In Myra Goldberg’s short story, “Who Can Retell,” reprinted in the National Public Radio anthology, “Hanukkah Lights, Stories of the Season” (Melcher Media, 2005), a young girl is concerned that her school’s holiday glee club is singling out all the Jewish students to sing Chanukah songs.

The story, about the trauma of having an identity that cannot assimilate completely into the dominant culture, perhaps embodies the American Chanukah experience, which more than any other holiday in the calendar, reminds Jews that they are different.

Although it is not a biblical holiday, unlike say, Passover, Rosh Hashanah or Yom Kippur, Chanukah has managed to carve its own place in the American cultural pantheon. It is the one holiday in the Jewish calendar that even the most assimilated Jews tend to acknowledge. It is also a holiday that the more affiliated Jews commemorate as a ritual-laden eight days, replete with olive oil lights, prayers, latkes, and discussions and songs of a tiny army hell-bent on defending their God’s and nation’s holiness.

In “Hanukkah Lights,” the stories not only exemplify the dichotomous nature of the holiday for American Jews, but also the way in which Chanukah has, to some degree, become synonymous with so many facets of their Jewish identity.

The book was borne out of the popular NPR broadcast of the same name, an hour-long show of Chanukah stories read aloud, created in 1990 by Susan Stamberg and Murray Horowitz. Initially, the stories read on the program had been previously published. But as the program became more popular, the producers started commissioning their own choice of writers.

“Hanukkah Lights” has broadcast 40 original stories, of which 12 are included in this anthology, with an additional four on the accompanying CD featuring original NPR readings by Stamberg and Horowitz. Printed on high-quality paper, the book has beautiful full-color, collage-like illustrations by Sandra Dionisi.

The stories include modern takes on the Maccabean legacy of die-hard nationalism. In “Nona Maccabeus,” by Gloria Davidas, Kirchheimer, a grandmother in a Sephardic old-age home, holds firm to her Ladino roots, thwarting “the Ashkenazim who controlled her daily activities,” by dressing up and singing a Ladino Chanukah song instead of listening to the hip-hop Chanukah act that the home’s manager thrust upon them. In “Stabbing an Elephant,” by Max Apple, a young rabbi defiantly decides to not modify a pictorial detail of an elephant being stabbed in a Chanukah story book, despite intense pressure from the heavyweights in his community.

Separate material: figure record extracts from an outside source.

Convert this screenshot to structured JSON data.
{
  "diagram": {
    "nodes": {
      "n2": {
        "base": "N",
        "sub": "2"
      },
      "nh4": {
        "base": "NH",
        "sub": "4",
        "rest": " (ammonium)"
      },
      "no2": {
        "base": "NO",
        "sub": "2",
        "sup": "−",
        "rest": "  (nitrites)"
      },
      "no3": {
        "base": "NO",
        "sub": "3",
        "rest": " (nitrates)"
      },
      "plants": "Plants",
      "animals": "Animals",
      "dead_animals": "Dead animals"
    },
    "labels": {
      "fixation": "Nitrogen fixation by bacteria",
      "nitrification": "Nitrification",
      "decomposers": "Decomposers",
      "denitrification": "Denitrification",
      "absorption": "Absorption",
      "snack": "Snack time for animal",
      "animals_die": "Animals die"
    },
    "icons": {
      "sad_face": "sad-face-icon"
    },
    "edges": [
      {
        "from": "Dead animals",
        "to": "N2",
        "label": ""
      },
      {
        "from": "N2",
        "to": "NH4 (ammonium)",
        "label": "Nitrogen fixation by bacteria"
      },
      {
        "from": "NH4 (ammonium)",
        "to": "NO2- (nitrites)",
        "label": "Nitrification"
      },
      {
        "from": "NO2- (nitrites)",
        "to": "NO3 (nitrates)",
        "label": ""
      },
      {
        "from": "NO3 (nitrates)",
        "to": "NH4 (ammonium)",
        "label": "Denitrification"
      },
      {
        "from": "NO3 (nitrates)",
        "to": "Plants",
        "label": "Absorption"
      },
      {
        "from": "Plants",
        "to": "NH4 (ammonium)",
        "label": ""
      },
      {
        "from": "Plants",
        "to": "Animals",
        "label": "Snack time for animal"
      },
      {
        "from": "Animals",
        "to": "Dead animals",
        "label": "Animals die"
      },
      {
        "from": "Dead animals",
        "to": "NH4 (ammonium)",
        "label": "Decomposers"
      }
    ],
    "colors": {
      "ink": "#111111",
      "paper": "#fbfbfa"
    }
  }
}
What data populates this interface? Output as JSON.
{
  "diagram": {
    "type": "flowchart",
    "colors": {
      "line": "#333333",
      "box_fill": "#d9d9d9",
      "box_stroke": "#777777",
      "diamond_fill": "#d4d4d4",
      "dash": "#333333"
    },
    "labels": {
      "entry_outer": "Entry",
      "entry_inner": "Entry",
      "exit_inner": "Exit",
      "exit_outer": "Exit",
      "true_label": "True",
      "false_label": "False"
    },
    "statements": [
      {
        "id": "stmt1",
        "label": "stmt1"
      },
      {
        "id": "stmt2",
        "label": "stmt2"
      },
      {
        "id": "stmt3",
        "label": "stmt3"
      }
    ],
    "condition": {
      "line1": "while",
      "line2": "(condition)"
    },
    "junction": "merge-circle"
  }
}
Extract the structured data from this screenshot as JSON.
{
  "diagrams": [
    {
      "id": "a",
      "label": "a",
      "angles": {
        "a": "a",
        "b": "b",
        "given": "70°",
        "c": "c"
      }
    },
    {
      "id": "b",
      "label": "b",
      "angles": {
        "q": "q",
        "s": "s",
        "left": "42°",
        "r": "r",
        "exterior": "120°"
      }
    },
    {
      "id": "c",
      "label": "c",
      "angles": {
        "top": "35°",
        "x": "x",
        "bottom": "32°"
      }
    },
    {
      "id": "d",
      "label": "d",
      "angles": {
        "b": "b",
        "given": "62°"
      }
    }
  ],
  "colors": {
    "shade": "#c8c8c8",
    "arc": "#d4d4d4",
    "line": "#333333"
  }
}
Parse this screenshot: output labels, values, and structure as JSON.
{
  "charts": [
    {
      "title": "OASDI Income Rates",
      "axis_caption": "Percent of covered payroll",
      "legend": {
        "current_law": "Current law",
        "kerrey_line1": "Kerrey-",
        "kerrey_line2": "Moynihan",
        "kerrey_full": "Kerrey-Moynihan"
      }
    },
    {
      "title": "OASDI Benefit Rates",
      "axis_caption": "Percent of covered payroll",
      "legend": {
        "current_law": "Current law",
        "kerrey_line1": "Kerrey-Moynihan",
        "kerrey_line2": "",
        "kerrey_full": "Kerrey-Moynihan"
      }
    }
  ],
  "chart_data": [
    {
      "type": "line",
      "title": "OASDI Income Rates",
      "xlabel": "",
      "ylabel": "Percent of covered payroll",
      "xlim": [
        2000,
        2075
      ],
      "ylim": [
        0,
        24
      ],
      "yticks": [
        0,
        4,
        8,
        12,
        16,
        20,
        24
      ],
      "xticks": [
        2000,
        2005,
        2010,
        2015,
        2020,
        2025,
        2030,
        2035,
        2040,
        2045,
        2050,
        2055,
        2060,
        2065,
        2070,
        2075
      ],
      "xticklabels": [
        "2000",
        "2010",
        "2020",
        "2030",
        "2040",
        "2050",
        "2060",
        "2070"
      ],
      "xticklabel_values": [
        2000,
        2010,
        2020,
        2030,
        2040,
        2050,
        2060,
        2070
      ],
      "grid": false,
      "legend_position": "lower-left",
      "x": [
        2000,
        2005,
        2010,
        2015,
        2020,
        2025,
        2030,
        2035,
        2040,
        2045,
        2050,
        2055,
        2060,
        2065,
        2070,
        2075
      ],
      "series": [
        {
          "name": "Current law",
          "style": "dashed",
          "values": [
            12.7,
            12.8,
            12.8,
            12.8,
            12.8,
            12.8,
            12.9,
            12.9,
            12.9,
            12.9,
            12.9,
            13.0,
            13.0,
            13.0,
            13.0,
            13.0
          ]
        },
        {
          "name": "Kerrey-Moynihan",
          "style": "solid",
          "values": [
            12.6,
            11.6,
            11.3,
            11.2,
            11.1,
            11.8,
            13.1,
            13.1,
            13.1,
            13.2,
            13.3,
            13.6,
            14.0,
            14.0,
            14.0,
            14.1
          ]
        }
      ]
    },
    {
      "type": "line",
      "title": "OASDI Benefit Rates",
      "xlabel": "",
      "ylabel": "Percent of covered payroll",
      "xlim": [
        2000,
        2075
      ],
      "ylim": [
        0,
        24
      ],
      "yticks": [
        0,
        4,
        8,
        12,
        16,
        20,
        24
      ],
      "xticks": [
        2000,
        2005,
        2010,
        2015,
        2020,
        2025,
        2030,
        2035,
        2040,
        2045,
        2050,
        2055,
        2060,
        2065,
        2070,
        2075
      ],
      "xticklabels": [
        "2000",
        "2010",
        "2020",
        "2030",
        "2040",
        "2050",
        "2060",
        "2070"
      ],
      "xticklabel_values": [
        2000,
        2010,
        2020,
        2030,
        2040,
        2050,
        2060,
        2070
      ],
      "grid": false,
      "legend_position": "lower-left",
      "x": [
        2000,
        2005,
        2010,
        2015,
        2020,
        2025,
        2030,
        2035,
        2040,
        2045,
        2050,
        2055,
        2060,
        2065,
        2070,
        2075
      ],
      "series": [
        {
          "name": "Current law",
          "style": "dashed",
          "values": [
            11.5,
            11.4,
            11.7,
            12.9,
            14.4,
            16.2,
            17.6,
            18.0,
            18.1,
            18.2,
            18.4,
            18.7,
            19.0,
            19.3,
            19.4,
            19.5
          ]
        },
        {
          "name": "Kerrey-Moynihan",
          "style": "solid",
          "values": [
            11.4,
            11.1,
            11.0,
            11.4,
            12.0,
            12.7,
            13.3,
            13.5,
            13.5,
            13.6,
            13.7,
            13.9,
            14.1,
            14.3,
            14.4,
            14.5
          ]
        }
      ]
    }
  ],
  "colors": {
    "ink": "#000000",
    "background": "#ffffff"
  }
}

Other stories deal with the Chanukah miracle itself. The oil, which burned for eight days instead of just one, was the result of modern technology placed in the Temple through time travel, recounts Harlan Ellison in “Go Toward the Light.” In Eli Weisel’s “A Hanukkah Story,” the miracle is one where a mysterious, anonymous laborer who helps a boy up after he has been beaten by thugs, turns out to be a holy man who studies privately with a mystical rabbi.

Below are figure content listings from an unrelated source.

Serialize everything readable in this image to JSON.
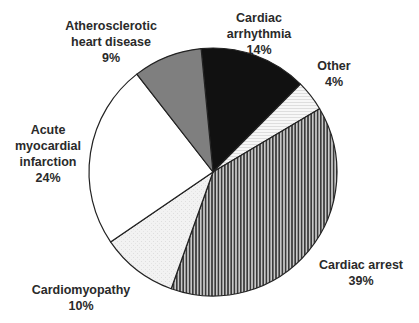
{
  "chart_data": {
    "type": "pie",
    "title": "",
    "start_angle_deg": 354.5,
    "direction": "clockwise",
    "center": [
      213,
      172
    ],
    "radius": 124,
    "slices": [
      {
        "name": "Cardiac arrhythmia",
        "value": 14,
        "label_lines": [
          "Cardiac",
          "arrhythmia",
          "14%"
        ],
        "fill": "solid-black",
        "color": "#111111",
        "label_pos": [
          259,
          10
        ]
      },
      {
        "name": "Other",
        "value": 4,
        "label_lines": [
          "Other",
          "4%"
        ],
        "fill": "horizontal-lines",
        "color": "#f4f4f4",
        "label_pos": [
          334,
          58
        ]
      },
      {
        "name": "Cardiac arrest",
        "value": 39,
        "label_lines": [
          "Cardiac arrest",
          "39%"
        ],
        "fill": "vertical-lines",
        "color": "#555555",
        "label_pos": [
          361,
          257
        ]
      },
      {
        "name": "Cardiomyopathy",
        "value": 10,
        "label_lines": [
          "Cardiomyopathy",
          "10%"
        ],
        "fill": "light-stipple",
        "color": "#f0f0f0",
        "label_pos": [
          81,
          282
        ]
      },
      {
        "name": "Acute myocardial infarction",
        "value": 24,
        "label_lines": [
          "Acute",
          "myocardial",
          "infarction",
          "24%"
        ],
        "fill": "solid-white",
        "color": "#ffffff",
        "label_pos": [
          48,
          122
        ]
      },
      {
        "name": "Atherosclerotic heart disease",
        "value": 9,
        "label_lines": [
          "Atherosclerotic",
          "heart disease",
          "9%"
        ],
        "fill": "solid-gray",
        "color": "#7f7f7f",
        "label_pos": [
          111,
          18
        ]
      }
    ],
    "legend": "none (direct labels)",
    "units": "%"
  }
}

Like the little girl in the Myra Goldberg story, other stories deal with the prominence of Chanukah as an element of Jewish American identity. In “The Demon Foiled,” by Anne Roiphe, a Jewish mayor, newly elected to a fractious city, invites the TV cameras into his house when he is lighting the menorah. But the candles do not behave, and they self-extinguish before the mayor has a chance to give his prepared speech. Instead, the mayor says, “This is a promising sign, a menorah in rebellion against taking things for granted … a positive miracle….”

“I believe that we might have caught a sweet spot,” said Charlie Melcher, founder and publisher of Melcher Media, who helped put together the book. “Often a lot of Judaica publishing is not that great looking in terms of its design and artwork [so we wanted to create] something that is attractive and interesting and contemporary but clearly for the Chanukah Jewish market — [which] might be underserved. I hope this book will serve it well.”